When I arrived in New York, in 1994, it was the golden era of the Dominican community in Washington Heights. Finally people had established themselves. There were enough people who could speak English, who were, like, multicultural, who’d been to college. And it was such a weird thing to have your community coming into its own at the same time that New York City was in some ways being transformed into a fucking playground. We were coming of age on limited time. All the cards were on the table, but no one could see it yet. We didn’t know that Washington Heights was going to be sold out from under us.
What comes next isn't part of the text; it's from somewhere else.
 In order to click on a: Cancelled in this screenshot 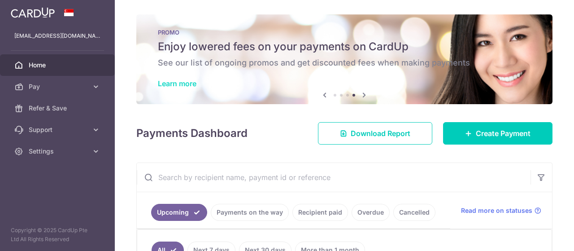, I will do `click(415, 212)`.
We were making do because when the going gets tough, the tough get going. And then some other cliche. Yeah nice job, author. He continues, adding his thoughts on the fact that Starbucks are sprouting all over Harlem, like open sores on a Times Square street walker circa 1979, fuckers:

Me and my girl beef [Ed. note: We totally first read that as “queef.”] about this. I know this is a weird thing to desire, but when you feel locked out of the larger culture, even if it’s a consumer-capitalist one, that’s a lot, bro. [Ed. note: That’s how you know he’s down.] You know, there’s not a bookstore, and there’s not a place you can go if you wanna spend $5 for coffee. It weighs on people, man. It feels like you’re isolated, and you are. My girl loved it when a Starbucks opened up. But I’m one of those fuckers who’s like, “Naw, man, it’s corporate!” I’m like an idiot.
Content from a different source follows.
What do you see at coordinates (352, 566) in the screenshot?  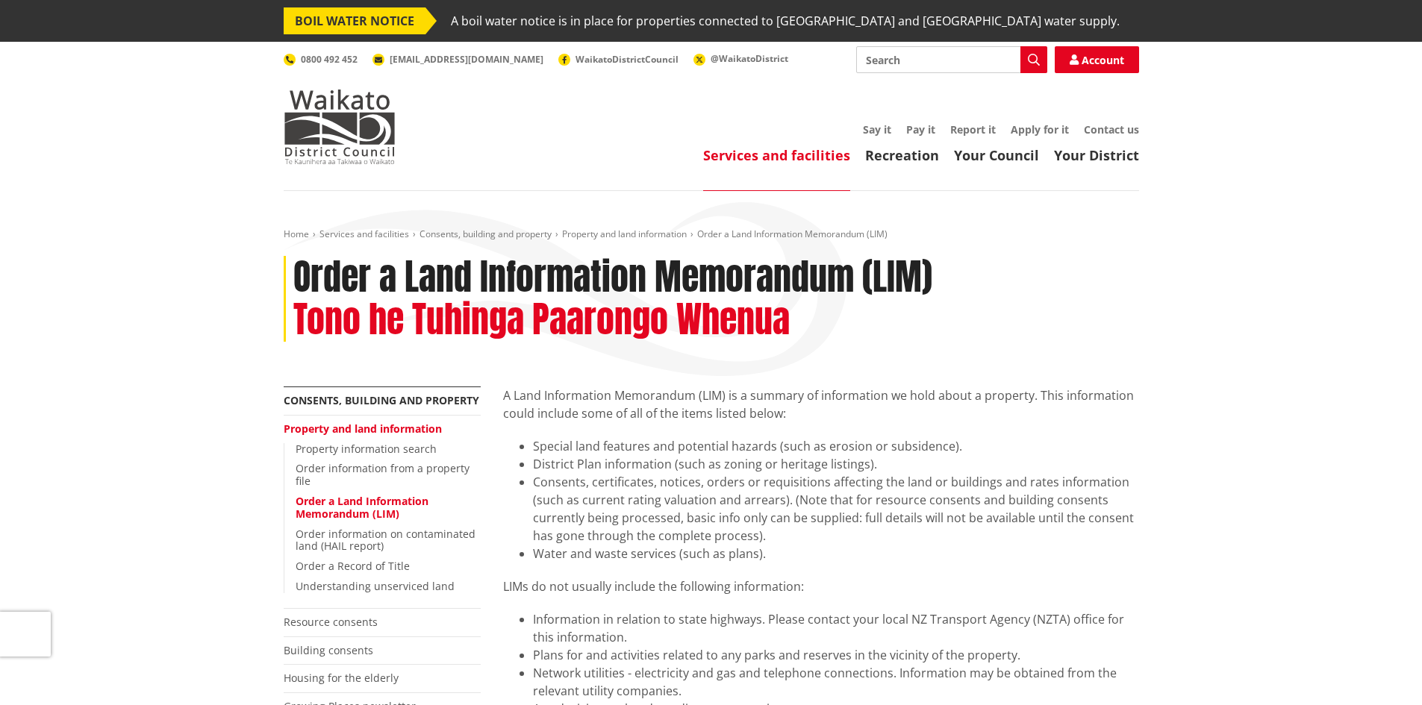 I see `a: Order a Record of Title` at bounding box center [352, 566].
And whither the gay, blind, homeless pimps, you ask? Not in Times Square!:

And where you have fucking gay people and homeless people and black people and white people and pimps and people with money—all in one place. Times Square was a zone. And that’s gone. In my grandfather’s time in the Dominican Republic, the frontier with Haiti was a similar zone. My grandfather spoke Creole. The Haitian dollar, the gourde, was used as money. But the Dominican government was like, Yo, you know what? This is fucked up. This is very hard to control. You can’t sell shit to people when they’re too busy being human. And the Dominican government needed to sell the nationalist myth. And so the border culture was destroyed.

What does this have to do with homeless gay pimps who are also blind? Perhaps they are in Central Square? By the Statue of Empire?:

I felt in some ways that the best part of the border—not the violent, horrible part but the best part—is the stuff that got eliminated in Central Square. I mean, in Times Square.

Aw, Junot. We make fun because we love. And because we’re a super fucking jealous asshole. You’re our favorite Grumpy Old.

In Conversation: Richard Price and Junot Díaz [NY Mag]

Comments

Hahahahahahahhahaah. Oh, Junot Diaz. I will never write about having sex on a dirty old mattress in a janitors closet in a smelly project with one swinging light bulb and a few cockroaches watching us. That is why I will never win a Pulitzer one day - estupida!

Cindy, you are my favorite!

@ Chiara: Cindy is also my favorite. But it was my turn to make fun of Junot in a post.

Fine job, Alex, fine job.

@Chiara: Cindy would never say she was jealous of Junot Diaz.